Females from nuptial gift-giving species usually obtain direct benefits in the form of food gifts by mating multiple times. This adaptive foraging strategy allows them to gather important resources to improve their survival and the number and/or success of their offspring. In such mating systems, females prefer males offering nutritious gifts and, therefore, males invest in such gifts as these confer access to more partners during the reproductive period.
However, sometimes males are not able to provide the gifts that females prefer, for instance if they have limited food available or low body condition. In such situations, males may decide to maximize their success by reducing the nuptial gifts cost, even if this is against females’ interest. Such is the case in spider species in which males´ gift-giving behaviour evolved into offering non-nutritious items, also known as worthless gifts.
Deception by offering worthless gifts has been described in the Palaearctic spider Pisaura mirabilis, in which there is an occurrence of 38% in nature. As most of the gifts are nutritious, females follow the theoretical prediction and they mate with multiple males to increase their fecundity, especially when they are hungry. Indeed, females penalize males offering worthless gifts by reducing mating duration and the amount of sperm transferred, reducing the number of offspring produced with such males.
But, what happens in mating systems where male deception via worthless gifts is the rule? That is the unique case of the Neotropical gift-giving spider Paratrechalea ornata (Trechaleidae). This species is exceptional for studying sexual selection in relation to gift content, because 70% of nuptial gifts are worthless. In this species, females do not discriminate gift content before or during mating, and males offering worthless gifts are able to mate as successfully as males with nutritious gifts (similar frequencies of acceptances and similar mating durations).
We predicted that in this scenario of high frequency of worthless gifts there should be little or no influence of hunger state on female receptivity. Following this prediction, we set up a laboratory experiment where we exposed well and poorly fed females to multiple matings with males offering nutritious or worthless gifts. This resulted in three experimental groups: well-fed females exposed to males offering nutritious gifts, well-fed females exposed to males offering worthless gifts and poorly fed females which could feed only from nutritious gifts offered by males.
We found that all female groups had similar mating rates irrespective of feeding condition, and even poorly fed females did not significantly increase the number of matings with males offering nutritious gifts. Thus, as predicted, polyandry (i.e. a female mating with multiple males) doesn’t seem to be an adaptive foraging strategy in the Neotropical spider.
How mating behaviour has changed over evolutionary time in this species is still unknown, but one possibility is that female receptivity may have changed due to evolution of male deception. Because seven out of ten males offer worthless gifts, females avoid mating as a foraging strategy. We propose that female receptivity depends on hunger in mating systems with mostly nutritious gifts but not in mating systems with a majority of worthless gifts.

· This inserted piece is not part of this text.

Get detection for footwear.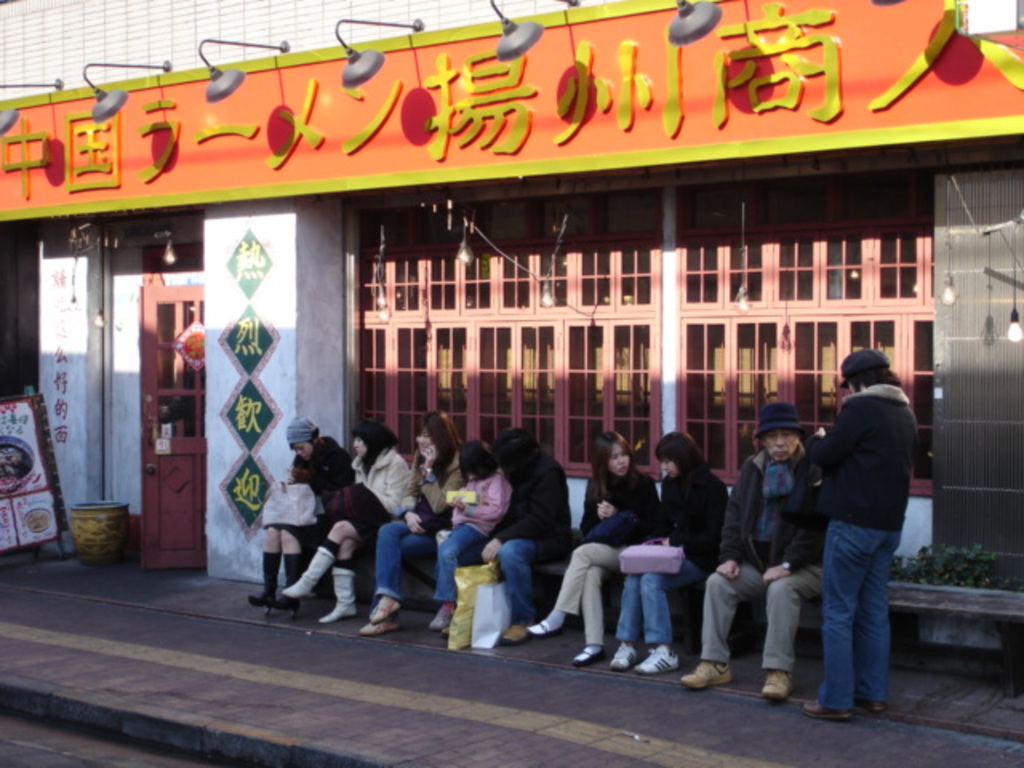
Detection: 763, 672, 794, 694.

Gift-giving spider mating systems are good models for studying how ecological conditions in interaction with sexual selection are shaping individual reproductive success. We know that male deception is correlated with prey availability and male body condition, and therefore linked to environmental variations. So, we are currently developing comparative studies considering different levels of male deception and ecological variations among species and populations. This will allow us to infer more general ideas on whether male deception may influence female receptivity and mating rate in gift-giving species.